Abbott has pointedly refused to issue a public apology or explanation for the spying operations on the Indonesian president. In a carefully-worded statement to parliament last Tuesday, Abbott made it clear that he regarded the ABC- Guardian publications as the problem, not the spying itself. He declared that he “sincerely regret[s] any embarrassment that recent media reports have caused him [Yudhoyono].”

Right-wing media figures in the Murdoch press and other corporate stables have backed the government and urged it to go further. In the Fairfax-owned Australian Financial Review last Friday, Chris Joye denounced the leaking of “lawful communications intercepts programs, which we’ve been undertaking for 70 years” and suggested that the ABC violated Section 79 of the anti-democratic Australian Crimes Act, under which individuals face up to seven years’ imprisonment for publishing official secrets.

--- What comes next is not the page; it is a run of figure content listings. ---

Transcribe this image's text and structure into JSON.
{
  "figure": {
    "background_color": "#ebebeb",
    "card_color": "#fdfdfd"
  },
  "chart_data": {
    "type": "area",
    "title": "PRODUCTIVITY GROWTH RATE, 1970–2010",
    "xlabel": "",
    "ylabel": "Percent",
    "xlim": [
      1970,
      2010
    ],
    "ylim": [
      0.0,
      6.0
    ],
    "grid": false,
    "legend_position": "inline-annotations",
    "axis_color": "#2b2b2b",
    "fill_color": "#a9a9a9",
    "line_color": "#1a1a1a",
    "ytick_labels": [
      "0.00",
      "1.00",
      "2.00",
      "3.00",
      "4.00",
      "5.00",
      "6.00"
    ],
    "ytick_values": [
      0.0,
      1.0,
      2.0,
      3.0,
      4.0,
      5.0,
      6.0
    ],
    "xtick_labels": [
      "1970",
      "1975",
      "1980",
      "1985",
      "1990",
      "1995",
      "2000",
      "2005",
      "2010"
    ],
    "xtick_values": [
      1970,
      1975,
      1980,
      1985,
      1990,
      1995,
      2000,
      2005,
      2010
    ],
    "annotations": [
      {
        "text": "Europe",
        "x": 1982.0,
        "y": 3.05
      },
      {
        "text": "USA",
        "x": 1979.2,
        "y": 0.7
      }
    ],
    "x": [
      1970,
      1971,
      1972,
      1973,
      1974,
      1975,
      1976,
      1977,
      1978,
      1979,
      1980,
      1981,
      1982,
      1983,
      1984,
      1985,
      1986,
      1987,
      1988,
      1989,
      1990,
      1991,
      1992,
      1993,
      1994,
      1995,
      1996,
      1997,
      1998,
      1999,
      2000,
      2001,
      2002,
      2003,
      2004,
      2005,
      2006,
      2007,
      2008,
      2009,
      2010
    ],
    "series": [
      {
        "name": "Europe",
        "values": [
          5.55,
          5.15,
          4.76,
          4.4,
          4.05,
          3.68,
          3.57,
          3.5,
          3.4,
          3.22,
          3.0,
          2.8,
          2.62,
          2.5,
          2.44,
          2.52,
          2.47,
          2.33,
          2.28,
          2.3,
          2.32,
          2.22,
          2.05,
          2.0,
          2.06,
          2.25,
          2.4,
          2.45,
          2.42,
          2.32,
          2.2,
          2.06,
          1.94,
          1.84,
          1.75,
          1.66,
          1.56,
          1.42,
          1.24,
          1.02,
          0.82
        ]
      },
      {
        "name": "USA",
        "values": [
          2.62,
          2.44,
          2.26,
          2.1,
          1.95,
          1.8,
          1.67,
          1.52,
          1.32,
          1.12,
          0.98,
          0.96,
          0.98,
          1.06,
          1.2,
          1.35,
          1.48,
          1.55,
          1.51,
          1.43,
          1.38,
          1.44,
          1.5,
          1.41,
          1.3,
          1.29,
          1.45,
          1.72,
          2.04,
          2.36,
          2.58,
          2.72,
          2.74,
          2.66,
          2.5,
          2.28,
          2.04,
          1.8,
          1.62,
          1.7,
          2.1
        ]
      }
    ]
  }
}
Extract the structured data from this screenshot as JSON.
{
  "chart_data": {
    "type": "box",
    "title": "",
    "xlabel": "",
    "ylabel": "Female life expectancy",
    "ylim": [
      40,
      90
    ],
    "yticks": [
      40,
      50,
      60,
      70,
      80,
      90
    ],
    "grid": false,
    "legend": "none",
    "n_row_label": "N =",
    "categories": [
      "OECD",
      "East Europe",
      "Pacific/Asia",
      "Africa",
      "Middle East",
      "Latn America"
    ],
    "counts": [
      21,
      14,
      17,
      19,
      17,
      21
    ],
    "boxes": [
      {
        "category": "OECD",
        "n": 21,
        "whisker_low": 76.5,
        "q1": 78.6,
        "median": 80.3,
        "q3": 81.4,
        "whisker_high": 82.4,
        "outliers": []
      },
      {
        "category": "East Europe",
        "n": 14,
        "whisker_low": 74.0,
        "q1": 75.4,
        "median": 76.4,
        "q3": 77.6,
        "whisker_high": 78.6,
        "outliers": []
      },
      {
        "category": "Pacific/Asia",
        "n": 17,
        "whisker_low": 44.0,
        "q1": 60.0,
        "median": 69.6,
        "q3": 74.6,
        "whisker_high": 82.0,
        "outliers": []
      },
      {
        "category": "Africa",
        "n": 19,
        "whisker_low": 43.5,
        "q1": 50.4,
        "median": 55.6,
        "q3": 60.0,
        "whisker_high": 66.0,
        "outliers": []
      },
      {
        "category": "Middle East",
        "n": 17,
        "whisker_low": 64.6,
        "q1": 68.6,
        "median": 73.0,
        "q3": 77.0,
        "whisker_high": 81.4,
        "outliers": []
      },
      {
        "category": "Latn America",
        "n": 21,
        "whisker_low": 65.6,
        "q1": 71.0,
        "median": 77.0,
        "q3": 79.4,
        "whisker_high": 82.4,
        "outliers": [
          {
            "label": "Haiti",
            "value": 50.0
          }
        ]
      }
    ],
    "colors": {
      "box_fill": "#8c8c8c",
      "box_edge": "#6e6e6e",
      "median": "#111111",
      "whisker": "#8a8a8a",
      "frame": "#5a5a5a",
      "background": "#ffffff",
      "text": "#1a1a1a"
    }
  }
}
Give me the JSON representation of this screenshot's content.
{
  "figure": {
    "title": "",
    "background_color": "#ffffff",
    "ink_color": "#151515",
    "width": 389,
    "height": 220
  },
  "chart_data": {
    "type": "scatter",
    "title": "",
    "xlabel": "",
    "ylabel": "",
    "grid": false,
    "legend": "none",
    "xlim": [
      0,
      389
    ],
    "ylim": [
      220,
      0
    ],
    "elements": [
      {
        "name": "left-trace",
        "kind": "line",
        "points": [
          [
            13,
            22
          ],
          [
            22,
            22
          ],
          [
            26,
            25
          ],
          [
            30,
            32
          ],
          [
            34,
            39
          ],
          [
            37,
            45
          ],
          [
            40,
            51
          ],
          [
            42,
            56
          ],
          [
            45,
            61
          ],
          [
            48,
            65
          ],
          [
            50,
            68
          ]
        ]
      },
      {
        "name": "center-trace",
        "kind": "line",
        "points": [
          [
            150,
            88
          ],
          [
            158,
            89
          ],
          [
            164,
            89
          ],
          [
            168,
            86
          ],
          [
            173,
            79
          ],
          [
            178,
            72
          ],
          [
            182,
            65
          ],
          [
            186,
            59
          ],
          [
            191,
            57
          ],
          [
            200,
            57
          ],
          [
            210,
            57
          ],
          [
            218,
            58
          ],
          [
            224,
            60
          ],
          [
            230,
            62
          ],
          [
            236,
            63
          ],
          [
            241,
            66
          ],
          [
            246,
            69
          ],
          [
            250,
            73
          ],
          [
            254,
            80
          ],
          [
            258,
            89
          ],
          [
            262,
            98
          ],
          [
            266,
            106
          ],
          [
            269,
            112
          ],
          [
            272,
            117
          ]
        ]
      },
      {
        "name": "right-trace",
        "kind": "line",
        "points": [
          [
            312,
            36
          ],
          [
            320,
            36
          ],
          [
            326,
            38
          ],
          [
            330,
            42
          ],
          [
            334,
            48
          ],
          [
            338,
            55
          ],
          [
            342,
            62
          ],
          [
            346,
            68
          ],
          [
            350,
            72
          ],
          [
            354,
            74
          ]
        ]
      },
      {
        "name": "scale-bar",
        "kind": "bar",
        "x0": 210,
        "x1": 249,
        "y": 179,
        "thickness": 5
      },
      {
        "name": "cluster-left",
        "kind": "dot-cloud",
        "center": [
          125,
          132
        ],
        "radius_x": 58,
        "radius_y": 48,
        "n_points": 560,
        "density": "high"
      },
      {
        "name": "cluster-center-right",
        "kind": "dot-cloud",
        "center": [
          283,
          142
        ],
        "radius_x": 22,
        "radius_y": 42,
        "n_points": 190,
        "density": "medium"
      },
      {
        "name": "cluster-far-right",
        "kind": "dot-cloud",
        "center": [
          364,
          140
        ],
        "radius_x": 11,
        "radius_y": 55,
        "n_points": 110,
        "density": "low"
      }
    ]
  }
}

Andrew Bolt, radio “shock jock” and blogger with the Murdoch Herald Sun, responded to Joye’s article with the question: “Should Mark Scott and the Guardian Australia’s Katherine Viner not then be charged?… The media, not Abbott, have now damaged our relationship with Indonesia by revealing news against the national interest about activities that were in the national interest.”

The Australian’s Chris Kenny argued the ABC and the Guardian “breached national security for no good end,” while Rita Panahi for the Herald Sun declared that the public broadcaster was “unnecessarily antagonising the Indonesians” and demonstrated a “callous disregard” for the effect of its stories. Fairfax Media’s Miranda Devine declared that “the ABC recklessly provided cover for the Guardian on a story that has damaged Australia,” adding: “If the Abbott government can’t see that the ABC needs reining in now, it never will.”

West Australian Liberal Senator Cory Bernardi called for the ABC to be stripped of a government contract for the Australian Network international television broadcasting service. This demand was enthusiastically welcomed by the Murdoch press, which previously denounced the former Labor government for denying the contract to the part-Murdoch owned Sky News. Bernardi told the Australian: “Given the ABC’s preparedness to publish stolen top-secret documents that impact upon our national security, one needs to question whether they are a suitable organisation to be operating an important diplomatic outreach.”

The ABC responded to the government-media campaign with craven pleas that it had taken into account considerations of the “national interest” and “national security.” Head of policy Alan Sunderland insisted in comments to Crikey that the ABC “always needs to balance the need to publish and broadcast in the public interest with a range of other considerations, including national security.” Managing director Scott told the Senate committee that he had cleared the documents with “appropriate authorities” and redacted some of them in accordance with these authorities’ demands.

The threats against the ABC are intended to intimidate editors and publishers from releasing further documents detailing the criminal operations of the Australian state internationally. The furore over the Indonesian spying affair expresses the Australian ruling elite’s acute concern over the implications of the Snowden leaks for Australian imperialism, both domestically and internationally.

Indonesian President Yudhoyono recalled the country’s ambassador to Australia and formally suspended military and intelligence cooperation between the two countries. The diplomatic tensions have damaged the strategy of US and Australian imperialism to encircle China militarily as part of the Obama administration’s “pivot” to Asia. Indonesia is vital to these plans due to its possession of key naval shipping lanes that the Obama administration has identified as “choke points” for cutting off Chinese access to raw materials in the event of a war.

At the same time, the Australian ruling elite is acutely aware of the hostility within the Australian population to the electronic surveillance revelations and the widespread support for Snowden and other whistleblowers. Snowden revealed that Australia, as part of the “Five Eyes” alliance with the US, plays an integral role in the Washington-led illegal spying on ordinary people around the world.